Minutes vs Average Rating

This scatter plot shows a weak negative trend between cooking time (minutes) and average rating. Users slightly prefer quicker recipes, though high-rated dishes exist at all durations.

Steps vs Average Rating

This box plot shows that recipes with fewer steps generally earn higher ratings. However, recipes with more steps tend to have more variation, which may reflect the challenge of complex dishes.

Interesting Aggregates

I created a new column called is_easy, which flags whether a recipe contains the tag “easy”. If a recipe is easy to make, then the user is more willing to try it.

I grouped the data by this flag and calculated the mean average rating for each group:

is_easy avg_rating
False 4.67
True 4.68

Imputation

The parsed nutrition columns had missing values, so I used median imputation via SimpleImputer to handle missing data.

Protein Distribution Before and After Imputation

The overall shape of the distribution stayed the same by filling in missing protein values with the median. This didn’t change the graph, and stabilized the model performance without dropping rows and not introducing outliers.

Framing a Prediction Problem

The goal of this project was to predict the average user rating (avg_rating) of a recipe. Since avg_rating is a continuous numerical value ranging from 1 to 5, this is a regression problem. I wanted to estimate a real-valued prediction of how well a recipe is expected to be rated before any user reviews are submitted. The choice of avg_rating as the response variable aligns directly with my research question: What makes a recipe well-rated?

To evaluate the model, I chose Mean Squared Error (MSE) as my metric. MSE penalizes substantial errors more severely. Classification metrics like accuracy or F1-score would not be appropriate in this context because we are predicting a continuous outcome, not a class label.

At the time of prediction, I used all features (e.g., minutes, protein, n_steps, tags, etc.) that were available to the system before the user submitted any rating. Therefore, my setup simulates how a platform like Food.com might recommend or rank recipes before they are reviewed.

Baseline Model

I trained a linear regression model to have a starting point for predicting a recipe’s average user rating. I used minutes (prep time) and calories (energy content) as inputs. These features may affect user perception and satisfaction, like whether the recipe takes a long or short time to make or considering the amount of calories in a recipe.

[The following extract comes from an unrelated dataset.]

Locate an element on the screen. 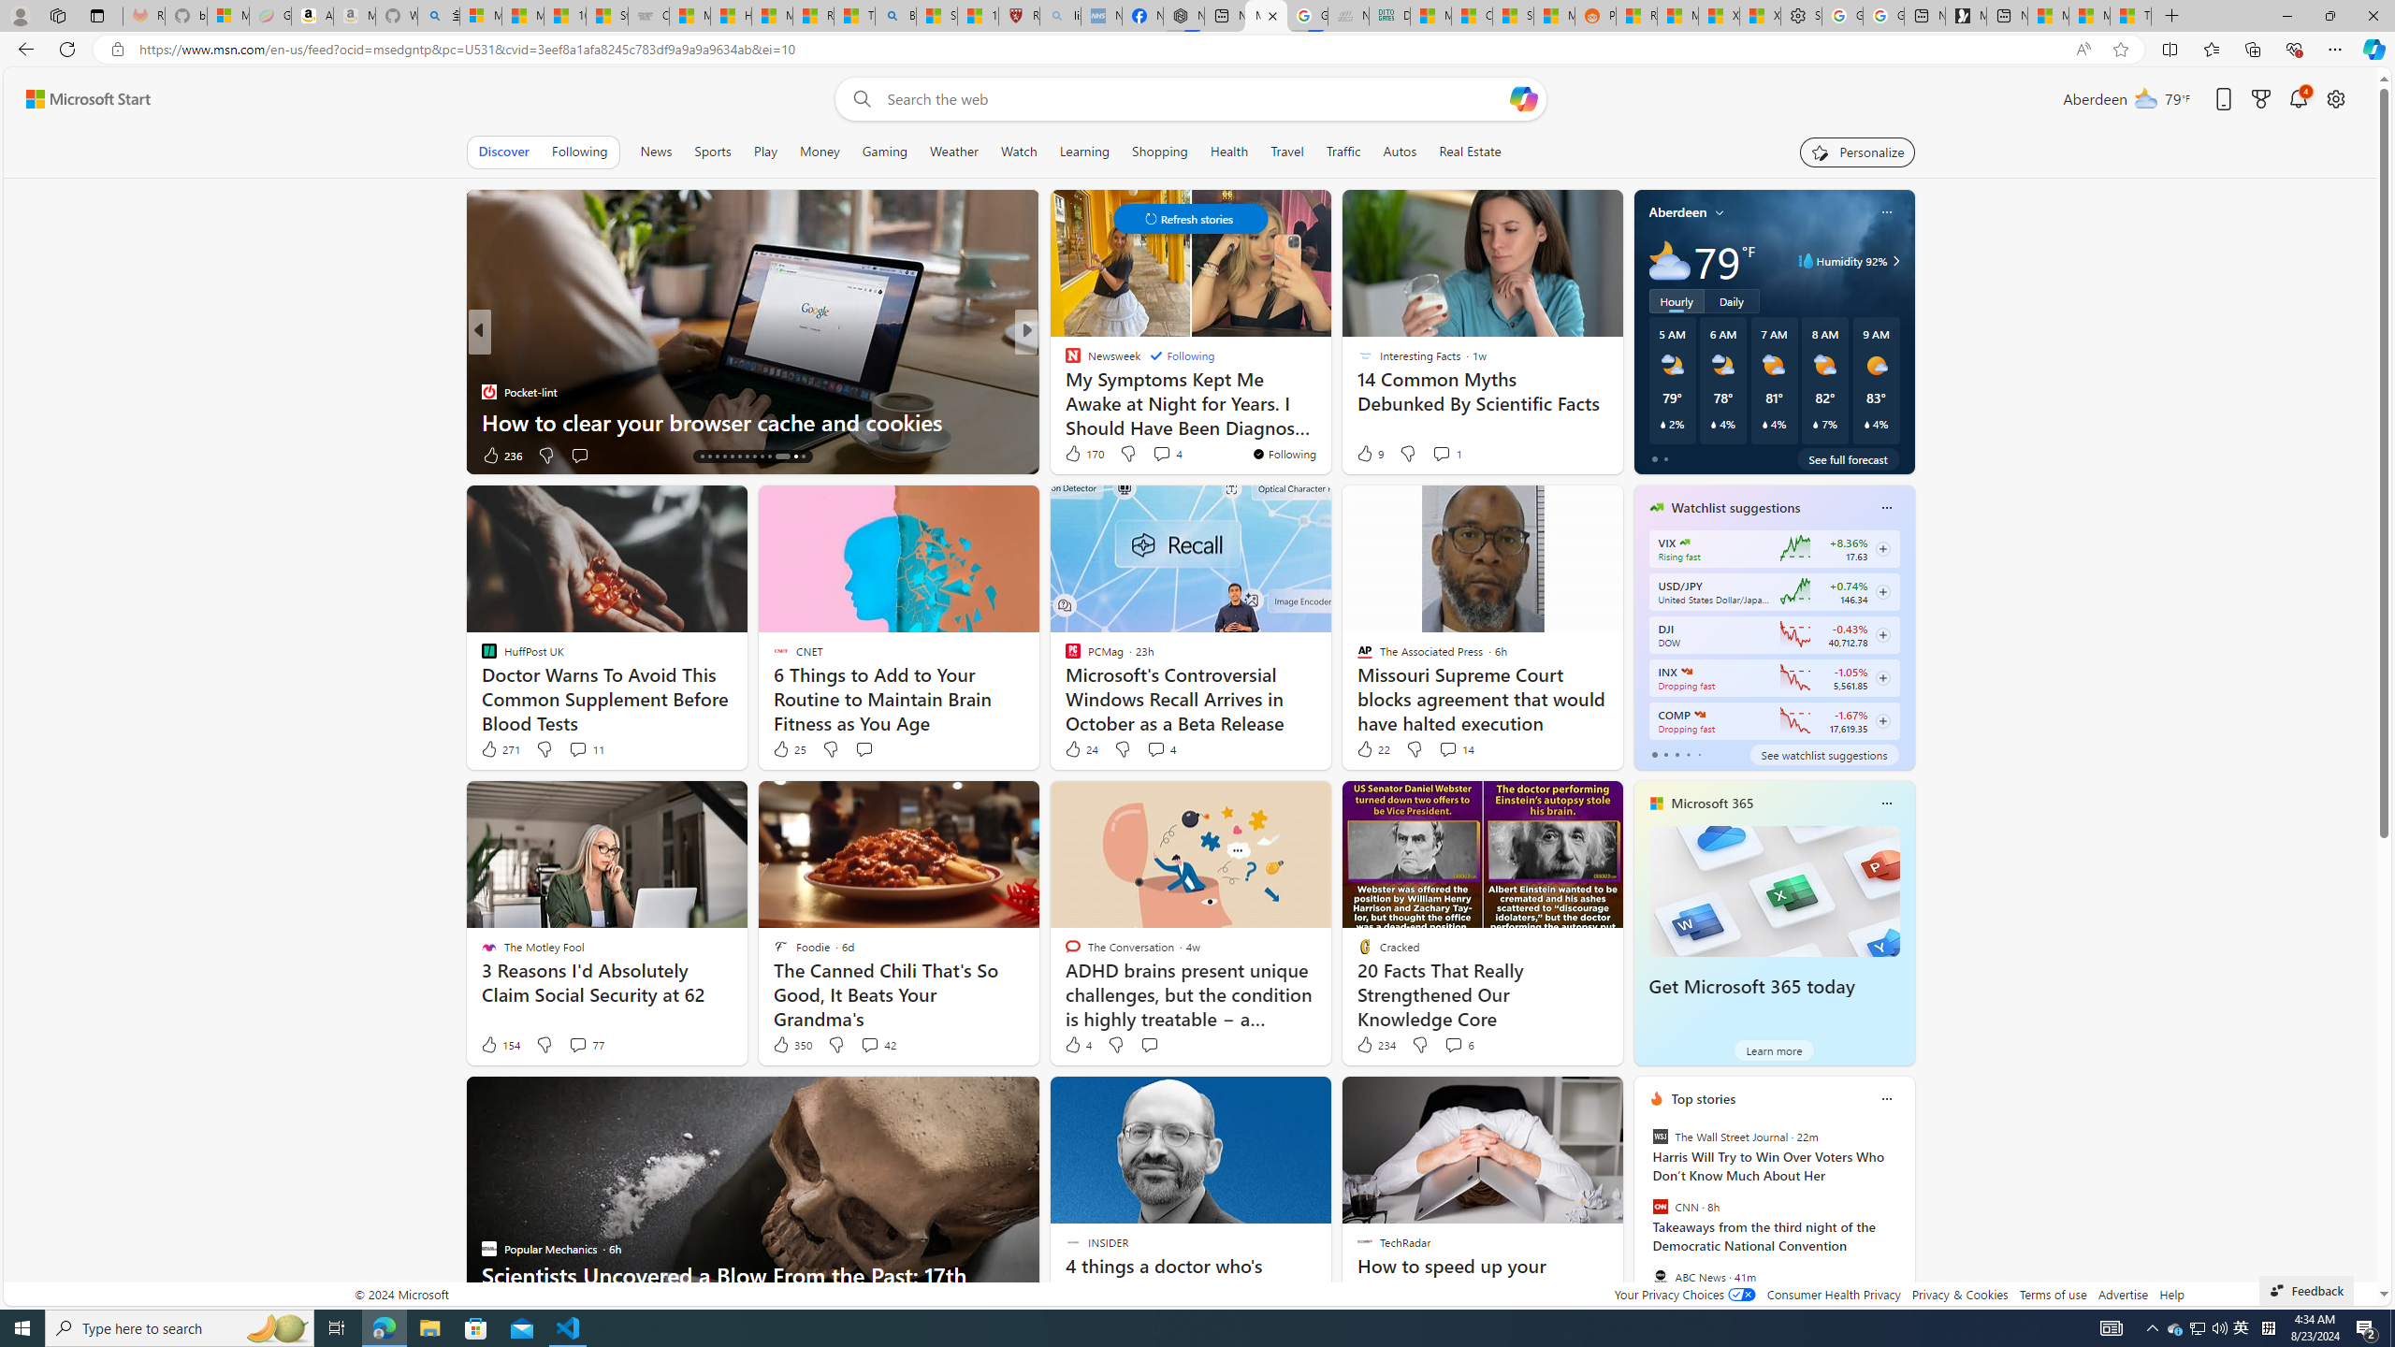 This screenshot has width=2395, height=1347. View comments 6 Comment is located at coordinates (1459, 1044).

Before training, I dropped any rows where the avg_rating was missing. The preprocessing pipeline consisted of imputation, scaling, and modeling. Any missing values in features were filled with the median. I used StandardScaler() to improve numerical stability. Finally, I trained the model with LinearRegression from sklearn. I bundled the process into a Pipeline and evaluated the model using Mean Squared Error (MSE) on a 20% test set.

Baseline MSE: 0.2400

Though this model is simple, it’s a rudimentary standard to compare against advanced models with different feature engineering.

Final Model

I introduced three new features and used a stronger modeling algorithm for my final model. I added:

I chose a RandomForestRegressor to capture nonlinear relationships and interactions between these features. I applied GridSearchCV to evaluate combinations of the following hyperparameters:

I utilized a median imputation strategy for numeric columns, applied standard scaling, and trained the model on 80% of the data using a pipeline structure.

Final Results

The MSE notably improved from the baseline model. Tuning feature engineering and hyperparameters helped capture complex trends in the data.

Feature Importances:

The bar chart shows the importance of each feature according to the Random Forest model.